Editing is the most invisible and arguably the most decisive craft in filmmaking. The same footage can become a masterpiece or a mess depending on the cuts, the rhythm and the choices about what to withhold. Because so much of it is intuitive, the best way to learn is to alternate between the philosophy of the cut and the concrete practice of working editors. Order helps you build judgment, not just technique.
This path starts with why we cut at all, moves into practical craft and the working editor's life, and ends with the theory of montage that underlies everything. Watch films actively as you read.
Why we cut
Start with Walter Murch's In the blink of an eye, the short, profound classic on the psychology and rhythm of the cut, the book nearly every editor names first. Then The Conversations, Michael Ondaatje's book-length dialogue with Murch, deepens it into a rich meditation on how editing shapes storytelling and perception. Together they give you the mindset before the mechanics.
Practical craft
Now the working technique. The technique of film editing is a foundational, thorough treatment of the craft's principles, and Film directing shot by shot teaches the visual grammar of shots and coverage that the edit depends on, since you can only cut what was shot. First Cut and When the shooting stops ... the cutting begins both bring you into the room with real editors, their decisions, problems and instincts, which is where the abstract principles become concrete. This cluster is the heart of practical learning.
Rhythm and theory
Finally, sharpen your eye and your ideas. The Eye is Quicker: Film Editing is a rich, practical exploration of editing choices and rhythm, and Editing and Montage in International Film and Video broadens your sense of technique across traditions. Then go to the source with Sergei Eisenstein's Film form, the foundational theory of montage that argues meaning is created between shots, not within them. Ending on theory reframes everything you have practiced.
Follow the full path in order, watching films with an editor's eye, and you will start to see the invisible art everywhere.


• **EXERCISE OBJECTIVE**: How many lines below contain the word "Percent"? Reply solely with the number.

*** EXERCISE DATA ***

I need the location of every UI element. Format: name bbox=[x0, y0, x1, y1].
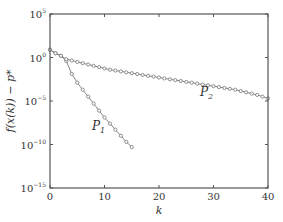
data-point bbox=[65, 58, 68, 61]
data-point bbox=[228, 87, 231, 90]
data-point bbox=[190, 81, 193, 84]
data-point bbox=[114, 128, 117, 131]
data-point bbox=[163, 77, 166, 80]
series-label-p1: P1 bbox=[91, 119, 105, 135]
data-point bbox=[217, 86, 220, 89]
data-point bbox=[114, 69, 117, 72]
data-point bbox=[147, 74, 150, 77]
data-point bbox=[92, 64, 95, 67]
data-point bbox=[76, 81, 79, 84]
y-tick-labels: 10510010−510−1010−15 bbox=[21, 7, 47, 194]
data-point bbox=[125, 140, 128, 143]
data-point bbox=[70, 72, 73, 75]
data-point bbox=[174, 79, 177, 82]
data-point bbox=[119, 134, 122, 137]
series-p1 bbox=[48, 48, 133, 149]
data-point bbox=[250, 92, 253, 95]
data-point bbox=[103, 67, 106, 70]
data-point bbox=[239, 89, 242, 92]
data-point bbox=[130, 146, 133, 149]
x-tick-label: 40 bbox=[262, 191, 275, 202]
data-point bbox=[256, 93, 259, 96]
data-point bbox=[223, 86, 226, 89]
data-point bbox=[261, 95, 264, 98]
data-point bbox=[81, 88, 84, 91]
data-point bbox=[152, 75, 155, 78]
data-point bbox=[141, 73, 144, 76]
data-point bbox=[108, 68, 111, 71]
data-point bbox=[136, 72, 139, 75]
data-point bbox=[157, 76, 160, 79]
y-tick-label: 10−5 bbox=[24, 94, 46, 107]
data-point bbox=[92, 102, 95, 105]
series-label-p2: P2 bbox=[199, 85, 213, 101]
data-point bbox=[87, 63, 90, 66]
x-tick-label: 30 bbox=[207, 191, 220, 202]
y-tick-label: 105 bbox=[29, 7, 46, 20]
data-point bbox=[245, 91, 248, 94]
axis-ticks bbox=[50, 14, 268, 188]
x-tick-label: 10 bbox=[98, 191, 111, 202]
data-point bbox=[76, 60, 79, 63]
data-point bbox=[168, 78, 171, 81]
data-point bbox=[234, 88, 237, 91]
series-p2 bbox=[48, 48, 269, 100]
data-point bbox=[185, 80, 188, 83]
data-point bbox=[130, 72, 133, 75]
x-axis-title: k bbox=[156, 204, 163, 217]
y-tick-label: 100 bbox=[29, 51, 46, 64]
data-point bbox=[59, 54, 62, 57]
data-point bbox=[119, 70, 122, 73]
plot-frame bbox=[50, 14, 268, 188]
x-tick-labels: 010203040 bbox=[47, 191, 275, 202]
convergence-chart: 10510010−510−1010−15 010203040 k f(x(k))… bbox=[0, 0, 283, 222]
data-point bbox=[108, 122, 111, 125]
plot-area bbox=[48, 48, 269, 149]
x-tick-label: 20 bbox=[153, 191, 166, 202]
series-line bbox=[50, 50, 132, 147]
data-point bbox=[125, 71, 128, 74]
y-tick-label: 10−15 bbox=[21, 181, 47, 194]
data-point bbox=[98, 66, 101, 69]
data-point bbox=[212, 85, 215, 88]
data-point bbox=[87, 95, 90, 98]
x-tick-label: 0 bbox=[47, 191, 53, 202]
data-point bbox=[54, 52, 57, 55]
y-axis-title: f(x(k)) − p* bbox=[4, 69, 17, 133]
data-point bbox=[103, 116, 106, 119]
y-tick-label: 10−10 bbox=[21, 138, 47, 151]
data-point bbox=[70, 59, 73, 62]
data-point bbox=[196, 82, 199, 85]
data-point bbox=[81, 62, 84, 65]
data-point bbox=[179, 79, 182, 82]
data-point bbox=[98, 109, 101, 112]
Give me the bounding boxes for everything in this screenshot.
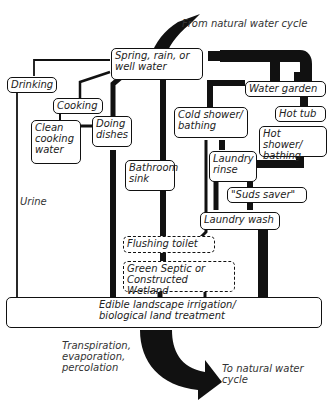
- source-node: Spring, rain, or well water: [111, 48, 203, 80]
- hot-tub-node: Hot tub: [275, 106, 326, 122]
- laundry-rinse-node: Laundry rinse: [209, 151, 257, 182]
- water-garden-node: Water garden: [245, 81, 326, 97]
- land-treatment-node: Edible landscape irrigation/ biological …: [6, 297, 322, 328]
- urine-label: Urine: [20, 196, 47, 207]
- outgoing-arrow: [140, 330, 222, 400]
- hot-shower-node: Hot shower/ bathing: [259, 126, 327, 157]
- drinking-node: Drinking: [7, 77, 57, 93]
- from-natural-cycle-label: From natural water cycle: [182, 18, 307, 29]
- bathroom-sink-node: Bathroom sink: [125, 160, 175, 191]
- cooking-node: Cooking: [53, 98, 103, 114]
- cold-shower-node: Cold shower/ bathing: [174, 107, 248, 138]
- flushing-toilet-node: Flushing toilet: [123, 236, 215, 253]
- suds-saver-node: "Suds saver": [227, 187, 307, 203]
- laundry-wash-node: Laundry wash: [200, 212, 280, 230]
- to-natural-cycle-label: To natural water cycle: [222, 363, 304, 385]
- clean-cooking-water-node: Clean cooking water: [31, 120, 81, 164]
- transpiration-label: Transpiration, evaporation, percolation: [62, 340, 131, 373]
- doing-dishes-node: Doing dishes: [92, 116, 132, 147]
- green-septic-node: Green Septic or Constructed Wetland: [123, 261, 235, 292]
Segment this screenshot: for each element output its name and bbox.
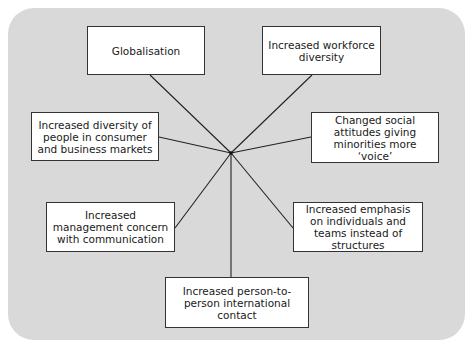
connector-voice bbox=[231, 137, 311, 153]
node-workforce: Increased workforce diversity bbox=[262, 26, 381, 75]
connector-consumer bbox=[159, 137, 231, 153]
node-globalisation: Globalisation bbox=[87, 26, 205, 75]
node-voice: Changed social attitudes giving minoriti… bbox=[311, 112, 439, 163]
connector-emphasis bbox=[231, 153, 293, 228]
node-management: Increased management concern with commun… bbox=[46, 202, 175, 252]
node-emphasis: Increased emphasis on individuals and te… bbox=[293, 202, 423, 252]
node-person: Increased person-to-person international… bbox=[165, 277, 309, 328]
node-consumer: Increased diversity of people in consume… bbox=[31, 112, 159, 161]
connector-globalisation bbox=[150, 75, 231, 153]
hub-point bbox=[229, 151, 233, 155]
connector-management bbox=[175, 153, 231, 228]
connector-workforce bbox=[231, 75, 312, 153]
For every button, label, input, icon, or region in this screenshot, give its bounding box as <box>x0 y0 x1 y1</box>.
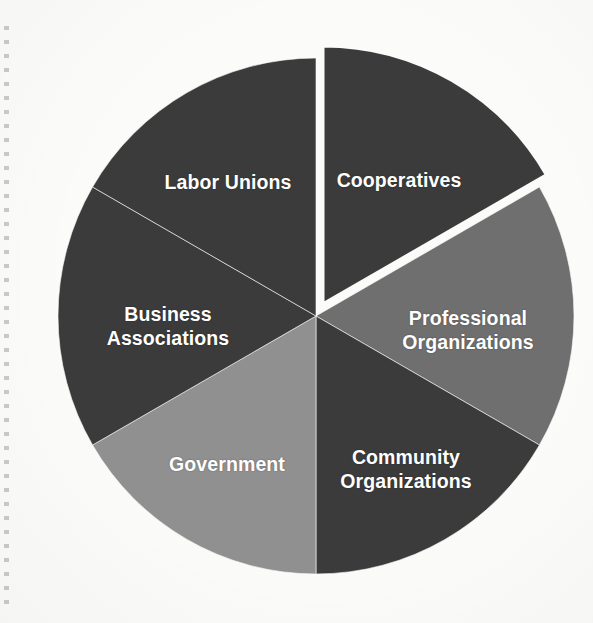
pie-chart: CooperativesProfessional OrganizationsCo… <box>0 0 593 623</box>
pie-chart-page: CooperativesProfessional OrganizationsCo… <box>0 0 593 623</box>
pie-chart-svg <box>0 0 593 623</box>
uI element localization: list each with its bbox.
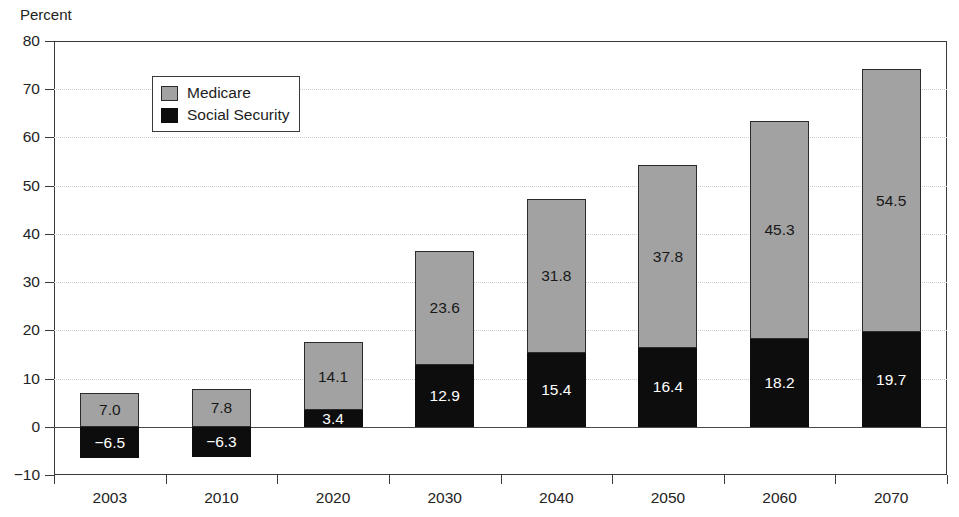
- x-tick-mark: [54, 475, 55, 484]
- y-tick-mark: [45, 427, 54, 428]
- legend-swatch-medicare: [161, 86, 178, 101]
- bar-value-label: 18.2: [764, 375, 794, 391]
- x-tick-label: 2010: [166, 489, 278, 507]
- x-tick-mark: [501, 475, 502, 484]
- bar-segment-medicare: 7.0: [80, 393, 139, 427]
- bar-value-label: 37.8: [653, 249, 683, 265]
- gridline: [54, 186, 947, 187]
- y-tick-label: 30: [0, 273, 40, 291]
- bar-segment-social-security: 16.4: [638, 348, 697, 427]
- bar-value-label: 45.3: [764, 222, 794, 238]
- gridline: [54, 379, 947, 380]
- x-tick-mark: [166, 475, 167, 484]
- y-axis-title: Percent: [20, 6, 72, 23]
- bar-value-label: −6.3: [206, 434, 237, 450]
- x-tick-label: 2020: [277, 489, 389, 507]
- bar-value-label: 7.0: [99, 402, 121, 418]
- x-tick-mark: [389, 475, 390, 484]
- legend-swatch-social-security: [161, 108, 178, 123]
- gridline: [54, 234, 947, 235]
- bar-segment-medicare: 45.3: [750, 121, 809, 339]
- y-tick-label: 80: [0, 32, 40, 50]
- bar-segment-social-security: 19.7: [862, 332, 921, 427]
- bar-value-label: 19.7: [876, 372, 906, 388]
- bar-segment-medicare: 54.5: [862, 69, 921, 332]
- x-tick-label: 2050: [612, 489, 724, 507]
- y-tick-label: 0: [0, 418, 40, 436]
- bar-segment-medicare: 14.1: [304, 342, 363, 410]
- x-tick-mark: [835, 475, 836, 484]
- bar-segment-social-security: −6.5: [80, 427, 139, 458]
- y-tick-mark: [45, 137, 54, 138]
- y-tick-mark: [45, 330, 54, 331]
- legend-item: Medicare: [161, 82, 290, 104]
- bar-segment-social-security: 18.2: [750, 339, 809, 427]
- legend-label: Social Security: [187, 107, 290, 123]
- bar-value-label: 14.1: [318, 369, 348, 385]
- bar-segment-social-security: −6.3: [192, 427, 251, 457]
- bar-value-label: 7.8: [211, 400, 233, 416]
- x-tick-label: 2070: [835, 489, 947, 507]
- x-tick-label: 2040: [501, 489, 613, 507]
- y-tick-label: 50: [0, 177, 40, 195]
- y-tick-label: 20: [0, 321, 40, 339]
- y-tick-mark: [45, 475, 54, 476]
- y-tick-mark: [45, 89, 54, 90]
- x-tick-mark: [277, 475, 278, 484]
- y-tick-mark: [45, 379, 54, 380]
- bar-value-label: 12.9: [430, 388, 460, 404]
- bar-segment-social-security: 12.9: [415, 365, 474, 427]
- x-tick-mark: [724, 475, 725, 484]
- y-tick-label: 10: [0, 370, 40, 388]
- legend-item: Social Security: [161, 104, 290, 126]
- gridline: [54, 330, 947, 331]
- x-tick-mark: [947, 475, 948, 484]
- zero-line: [54, 427, 947, 428]
- gridline: [54, 137, 947, 138]
- bar-value-label: 23.6: [430, 300, 460, 316]
- bar-value-label: 31.8: [541, 268, 571, 284]
- x-tick-label: 2060: [724, 489, 836, 507]
- bar-value-label: 16.4: [653, 379, 683, 395]
- bar-value-label: 3.4: [322, 411, 344, 427]
- y-tick-mark: [45, 41, 54, 42]
- legend-label: Medicare: [187, 85, 251, 101]
- bar-segment-social-security: 15.4: [527, 353, 586, 427]
- y-tick-label: 70: [0, 80, 40, 98]
- chart-legend: MedicareSocial Security: [152, 76, 300, 132]
- x-tick-label: 2030: [389, 489, 501, 507]
- y-tick-mark: [45, 234, 54, 235]
- x-tick-label: 2003: [54, 489, 166, 507]
- bar-segment-medicare: 37.8: [638, 165, 697, 347]
- bar-value-label: −6.5: [95, 435, 126, 451]
- bar-segment-medicare: 31.8: [527, 199, 586, 352]
- bar-segment-medicare: 23.6: [415, 251, 474, 365]
- y-tick-mark: [45, 282, 54, 283]
- y-tick-label: 40: [0, 225, 40, 243]
- gridline: [54, 282, 947, 283]
- y-tick-label: 60: [0, 128, 40, 146]
- bar-segment-social-security: 3.4: [304, 410, 363, 426]
- bar-value-label: 54.5: [876, 193, 906, 209]
- y-tick-mark: [45, 186, 54, 187]
- x-tick-mark: [612, 475, 613, 484]
- stacked-bar-chart: Percent 80706050403020100−10 20032010202…: [0, 0, 959, 517]
- y-tick-label: −10: [0, 466, 40, 484]
- bar-value-label: 15.4: [541, 382, 571, 398]
- bar-segment-medicare: 7.8: [192, 389, 251, 427]
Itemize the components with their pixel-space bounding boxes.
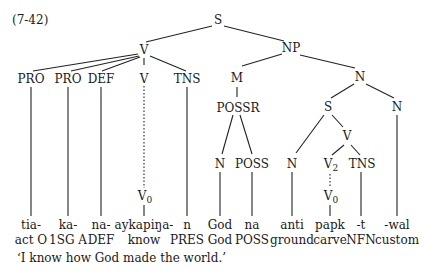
node-v0-know: V0: [138, 189, 152, 207]
node-pro-1: PRO: [18, 72, 45, 86]
node-tns-2: TNS: [349, 157, 376, 171]
free-translation: ‘I know how God made the world.’: [17, 251, 226, 265]
node-np: NP: [282, 41, 301, 55]
morpheme-form: na: [245, 218, 260, 232]
morpheme-gloss: act O: [15, 233, 47, 247]
example-number: (7-42): [12, 13, 48, 27]
node-poss: POSS: [235, 157, 269, 171]
morpheme-gloss: DEF: [88, 233, 115, 247]
node-v-matrix: V: [140, 43, 149, 57]
morpheme-form: tia-: [21, 218, 41, 232]
node-v0-carve: V0: [324, 189, 338, 207]
morpheme-form: na-: [92, 218, 111, 232]
morpheme-gloss: carve: [313, 233, 347, 247]
node-def: DEF: [88, 72, 115, 86]
morpheme-form: n: [183, 218, 191, 232]
node-possr: POSSR: [216, 101, 259, 115]
morpheme-gloss: POSS: [235, 233, 269, 247]
node-n-anti: N: [287, 157, 298, 171]
node-s-root: S: [214, 13, 222, 27]
node-s-inner: S: [324, 100, 332, 114]
morpheme-gloss: know: [128, 233, 161, 247]
node-tns-1: TNS: [174, 72, 201, 86]
morpheme-gloss: custom: [375, 233, 419, 247]
morpheme-gloss: 1SG A: [49, 233, 87, 247]
morpheme-gloss: NFN: [346, 233, 375, 247]
node-v-inner: V: [140, 72, 149, 86]
node-pro-2: PRO: [55, 72, 82, 86]
morpheme-form: ka-: [59, 218, 77, 232]
morpheme-form: aykapiŋa-: [115, 218, 174, 232]
morpheme-gloss: ground: [270, 233, 314, 247]
morpheme-gloss: God: [208, 233, 233, 247]
node-v2: V2: [324, 157, 338, 175]
morpheme-form: anti: [280, 218, 304, 232]
node-m: M: [231, 71, 243, 85]
morpheme-form: papk: [315, 218, 345, 232]
morpheme-gloss: PRES: [170, 233, 204, 247]
node-n-god: N: [215, 157, 226, 171]
node-v-inner-2: V: [343, 129, 352, 143]
morpheme-form: -t: [357, 218, 366, 232]
node-n-custom: N: [392, 100, 403, 114]
morpheme-form: -wal: [384, 218, 409, 232]
node-n-head: N: [355, 70, 366, 84]
morpheme-form: God: [208, 218, 233, 232]
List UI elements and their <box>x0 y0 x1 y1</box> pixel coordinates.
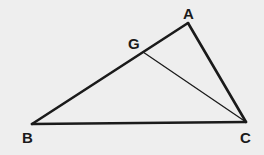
segment-bc <box>32 122 246 124</box>
point-label-g: G <box>128 35 140 52</box>
vertex-label-a: A <box>183 5 194 22</box>
vertex-label-b: B <box>22 129 33 146</box>
diagram-svg: A G B C <box>0 0 264 155</box>
segment-gc <box>143 52 246 122</box>
triangle-diagram: A G B C <box>0 0 264 155</box>
segment-ab <box>32 23 188 124</box>
vertex-label-c: C <box>240 129 251 146</box>
segment-ca <box>188 23 246 122</box>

*** End of EXERCISE DATA ***

• **REPLY**: 2